Gazing up and down the wide boulevard, the two men saw a dark, wet, chilly, empty street. A steam-powered bus chuffed by, lumbering and lurching. The sidewalks were bare of people, except for a couple of stocky men in long gray raincoats hurrying along. They looked like Russians to Quistigaard.
“The Americans,” the young man whispered, almost as if he were talking to himself. “It’s their fault. They abandoned Europe. They left us defenseless.”
“Yes, that’s true. But they made themselves defenseless first. Once the Soviets established antimissile weapons in space, the American nuclear forces became rather useless.”
“But why? How could they have been so blind?” Quistigaard lifted his glass again, only to find that it was empty. No waiter was in sight.
“The Americans got tired,” he said. “They shouldered the burdens of the world for almost a century, and then they got tired of the job. They tried to take the easy way out. They never felt comfortable about world leadership. In their hearts, all they wanted was for the rest of the world to like them. Like little puppydogs. All they wanted was to be petted and told that they were good. They made several very poor decisions, and before they realized what had happened, the Soviets had a decisive military advantage over them.”
“The antimissile satellites.”
“That was the straw that broke the Americans’ back,” Quistigaard agreed. “But I think they were relieved to quit the race. I honestly think so. They were always isolationists at heart. They never had Europe’s best interest in mind.”
“Well, they’re certainly isolated now. They didn’t even send a delegate to the convention.”
“Why should they? They abandoned their space program. The Soviets have cut off almost all their international trade. They have to learn how to adjust their economy to exist on its internal market alone; for America, there is virtually no overseas trade. I haven’t even seen an American tourist here in Paris. Have you?”
“It’s not the season … .”
“No. They’re done for. They’ll strangle on their own bile. A nation that size can’t exist without overseas markets. The United States will self-destruct within another generation, while the Soviets watch and laugh.”
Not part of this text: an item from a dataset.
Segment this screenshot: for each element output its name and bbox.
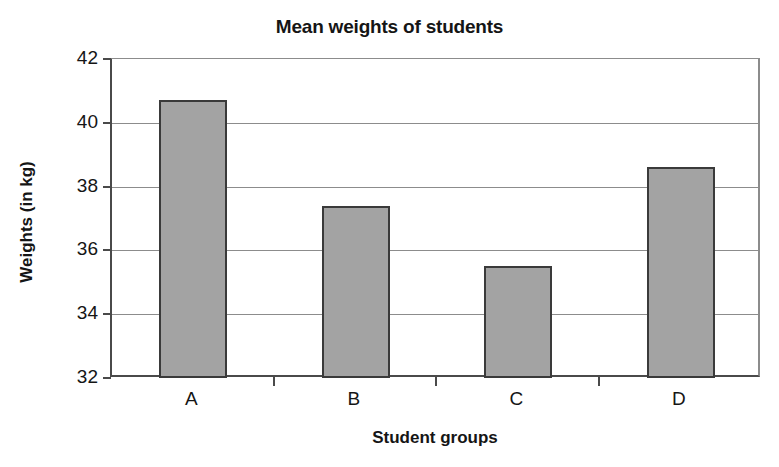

“And the rest of the world?”
“Oh, we go through the motions of being independent. China is still strong, but its missiles are just as obsolete as the Americans’, against those lasers the Russians have in space.”
“But Europe is rebuilding.”
“Along Soviet guidelines. Even Paris is turning into a dull Socialist grayness.”
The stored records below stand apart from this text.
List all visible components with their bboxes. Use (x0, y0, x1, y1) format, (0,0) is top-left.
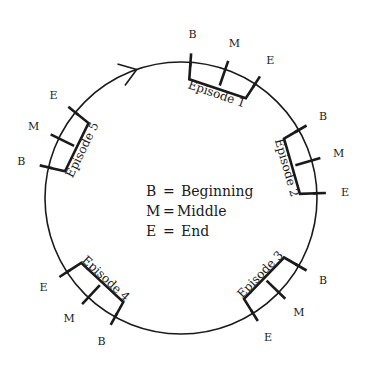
tick-m (220, 61, 228, 86)
direction-arrow-icon (117, 64, 136, 86)
marker-label-e: E (341, 186, 349, 199)
marker-label-m: M (229, 37, 240, 50)
marker-label-b: B (17, 155, 25, 168)
marker-label-m: M (28, 120, 39, 133)
marker-label-e: E (264, 331, 272, 344)
episode-5: BMEEpisode 5 (17, 89, 101, 180)
marker-label-b: B (97, 335, 105, 348)
legend-sep-e: = (163, 223, 175, 239)
legend-key-e: E (146, 223, 156, 239)
marker-label-b: B (319, 274, 327, 287)
marker-label-e: E (50, 89, 58, 102)
episode-1: BMEEpisode 1 (186, 28, 274, 110)
marker-label-m: M (333, 147, 344, 160)
legend-value-middle: Middle (177, 203, 227, 219)
tick-m (295, 158, 320, 165)
marker-label-e: E (266, 54, 274, 67)
episode-label: Episode 1 (186, 78, 247, 111)
tick-m (51, 134, 74, 145)
marker-label-m: M (293, 306, 304, 319)
marker-label-m: M (64, 312, 75, 325)
episode-cycle-diagram: BMEEpisode 1BMEEpisode 2BMEEpisode 3BMEE… (0, 0, 375, 366)
legend-value-end: End (181, 223, 209, 239)
marker-label-b: B (319, 110, 327, 123)
legend-key-b: B (146, 183, 156, 199)
legend-sep-m: = (163, 203, 175, 219)
legend-key-m: M (146, 203, 160, 219)
episode-label: Episode 2 (272, 137, 302, 198)
arrow-stroke (117, 64, 136, 70)
legend-value-beginning: Beginning (181, 183, 254, 199)
legend-sep-b: = (163, 183, 175, 199)
episode-label: Episode 5 (63, 120, 102, 180)
legend: B = Beginning M = Middle E = End (146, 183, 254, 239)
tick-b (190, 53, 191, 66)
tick-b (40, 165, 53, 168)
episode-3: BMEEpisode 3 (234, 248, 327, 344)
marker-label-b: B (188, 28, 196, 41)
marker-label-e: E (39, 281, 47, 294)
episode-4: BMEEpisode 4 (39, 253, 132, 349)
“But the Third World nations are still going their own way. They operate their factories in orbit.”
“At Soviet sufferance. And I wonder how long that’s going to last. Did you notice the hubbub in the Russian delegation this afternoon? Something is happening, something big. Malik did not attend any of today’s sessions. He wasn’t even at the final plenary meeting.”
“Yes,” admitted the young man. “That did strike me as odd.”
“Something’s in the wind,” Quistigaard said gloomily. “Something big is about to happen.”